If We Want To Save Humanity, We Need To Advocate For The Future

By Eillie Anzilotti

 
April 13, 2018
 

Across the world, we’re confronted with numerous problems. And while it can often feel overwhelming to think about how we’re going to tackle them, the philosopher and author Will MacAskill thinks we’re actually going to be just fine.

 

The founder of Effective Altruism, during a talk at TED 2018 in Vancouver, says that “in terms of power to change the world, we live in an unprecedented time in human history.” MacAskill’s Effective Altruism approach focuses on figuring out how mankind can optimize its collective resources and capabilities to do the most good. The world’s most pressing problems, he says, are big, solvable, and neglected, and his philosophical strategy uses evidence and careful reasoning to determine which to tackle, and how best to do so.

Take disease. “We actually have an amazing track record in global health,” MacAskill says. Rates of death for measles and diarrheal diseases are down 70%, and the successful eradication of smallpox in 1980 has saved an estimated 60 million lives–“more lives saved than if we had achieved world peace in the same time frame,” he says. World health, then, is an issue that’s solvable, with the right resources and approaches.

If We Want To Save Humanity, We Need To Advocate For The Future | DeviceDaily.com
 
[Photo: Lawrence Sumulong/TED]

Factory farming, and the pain and suffering it causes animals, would be too if we moved it out of the “neglected” category. Currently, efforts to end factory farming receive just $19.9 million per year, versus the $1.2 billion that go to animal shelters–despite the fact that farmed animals radically outnumber pets. Reducing our dependence on factory farming, MacAskill says, comes down to re-allocating our resources.

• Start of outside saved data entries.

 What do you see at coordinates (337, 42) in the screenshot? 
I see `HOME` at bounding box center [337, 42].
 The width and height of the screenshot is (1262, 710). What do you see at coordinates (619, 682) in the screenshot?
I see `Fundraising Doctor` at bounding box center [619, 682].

What he’s not as optimistic about is our ability to tackle truly existential threats like nuclear war and global pandemics. These are unimaginable catastrophes, MacAskill says, and we have largely ignored them as a society. If we continue to, we will bring about “the curtailment of humanity’s future potential.”

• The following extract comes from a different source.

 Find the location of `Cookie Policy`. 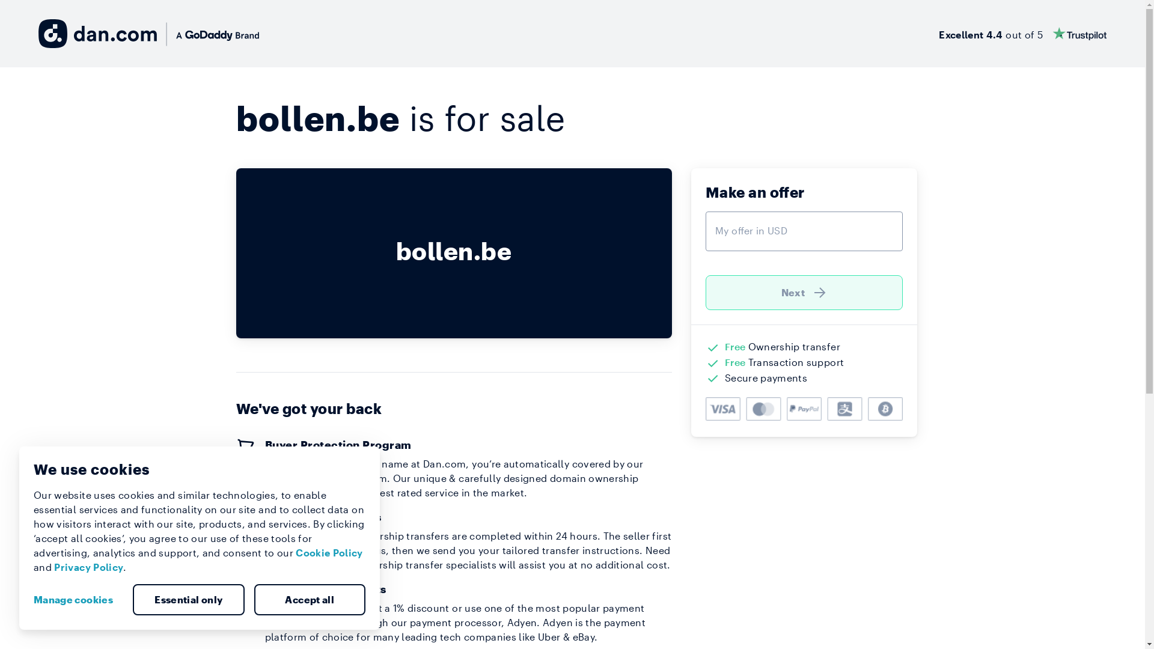

Cookie Policy is located at coordinates (329, 553).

“The last two centuries brought tremendous progress, but they also brought about the possibility of nuclear war, global pandemics, and climate change,” he says. These are the issues that hold the greatest threat to humanity’s future. “But future people don’t have a voice today–and that means we spend a paltry amount of resources on these issues,” MacAskill says. Categories like geoengineering, biorisk, nuclear non-proliferation, and the security of artificial intelligence receive only tens of millions of dollars per year, compared to the billions funneled into other issues.

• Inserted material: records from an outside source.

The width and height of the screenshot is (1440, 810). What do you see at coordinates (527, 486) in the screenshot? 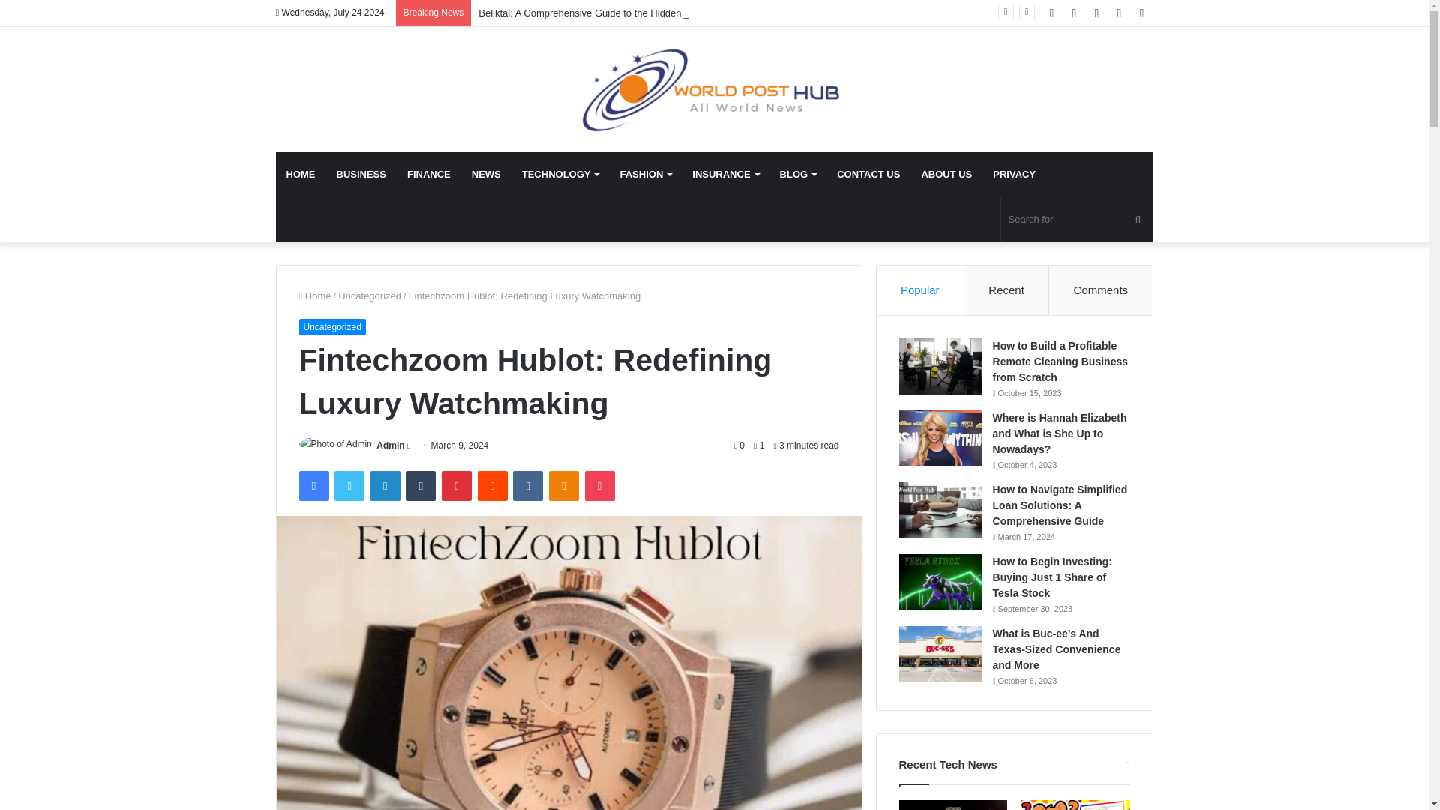
I see `VKontakte` at bounding box center [527, 486].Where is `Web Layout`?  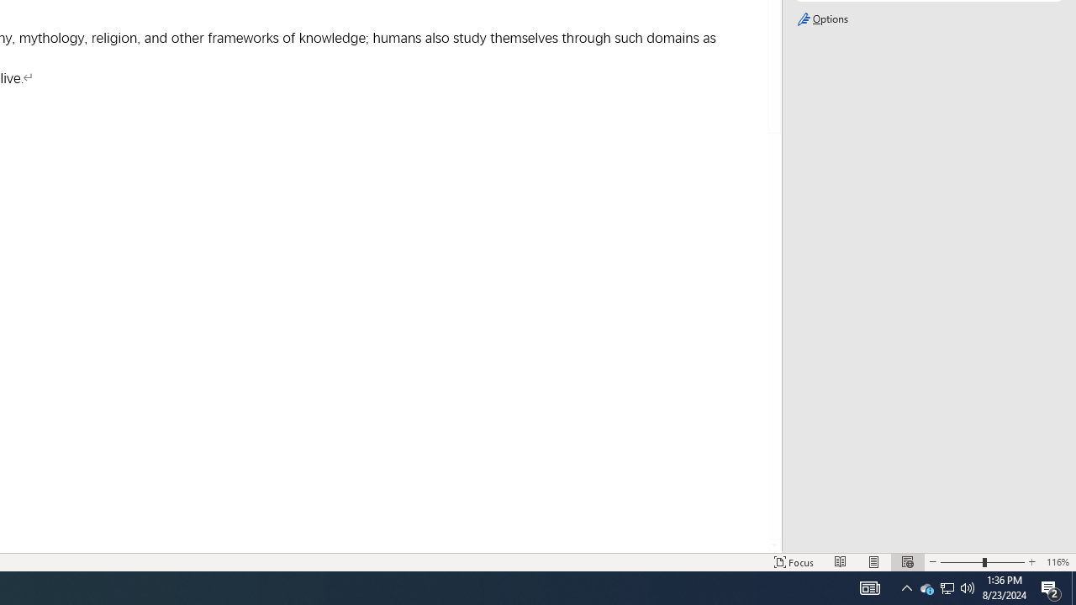
Web Layout is located at coordinates (907, 561).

MacAskill suggests that we take a rational look at our resource allocation, and significantly beef up the amount we devote to organizations like the Nuclear Threat Initiative, which works on nuclear non-proliferation strategies, and the Blue Ribbon Study Panel on Biodefense, which aims to build up protections against the threat of targeted infectious diseases.

“By focusing on problems that are big, solvable, and neglected, we can make a difference in the world for years to come,” he says.